Back to the cold laser. I was unable to grasp how lasers, which in most circumstances are used to blast Imperial Storm Troopers to space hell, can in fact be used to make something not just cold, but insanely, unfathomably cold, colder than damn Pluto, the ice non-planet. It turns out this science is not new—a trio of scientists won a Nobel Prize for laser cooling in 1997—but physicists are coming up with new uses for it all the time. I asked an elite physics-knower, Dennis Perepelitsa of the experimental nuclear physics group at the University of Colorado, to explain this laser cooling business to me, and here's how he describes it:
The idea is that you shoot atoms with a laser only when they’re moving towards you, which slows them down but leaves them in a higher energy state as they absorb the laser light. The excited atoms then shed that extra energy by firing off that bit of light, but they emit it in a random direction, and so the net effect is that they remain slower than when they started. Since the “temperature” of something is really just a statement about the distribution of velocities, this cools the atoms. So shooting lasers at things - if you’re careful to shoot them in a highly selective manner - can make things colder!

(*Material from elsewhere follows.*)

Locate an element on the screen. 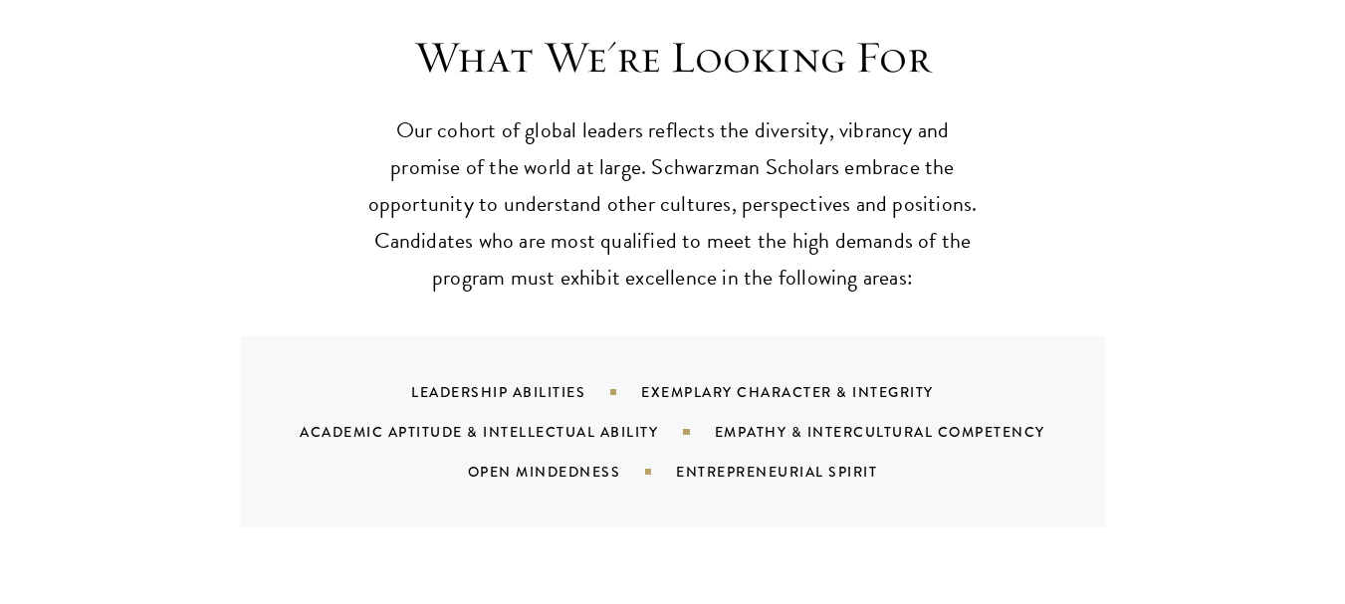 This screenshot has height=604, width=1345. h3: What We're Looking For is located at coordinates (673, 58).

If you can shoot this cooling laser "in a highly selective manner" at a bunch of invisible antimatter whizzing by at subatomic speeds and slow them to what ALPHA's researchers describe as "submicroelectronvolt transverse kinetic energies," it should be no problem whatsoever to turn, say, a man's head into an ice block, and then to shatter the ice block with a single tap of a ball-peen hammer. My head is both extremely visible and not very fast at all, and if all my atoms were moving toward the laser together—say, if I were sprinting at it, or standing perfectly still on a fast-moving conveyer belt—it should be as simple as aiming the laser at my ecstatic face and flicking the switch. Presto freeze-o. Sweet oblivion.
The head-annihilating possibilities seem extremely promising, but until physicists are ready to climb that particular mountain, experiments will be limited to the realm of antimatter. Scientists remain enthusiastic that ALPHA's success will "drastically improve spectroscopic and gravitational studies of antihydrogen in ongoing experiments," and will potentially lead to future experiments with something tantalizingly referred to as "anti-atomic fountains," which will almost certainly be some sort of doomsday weapon.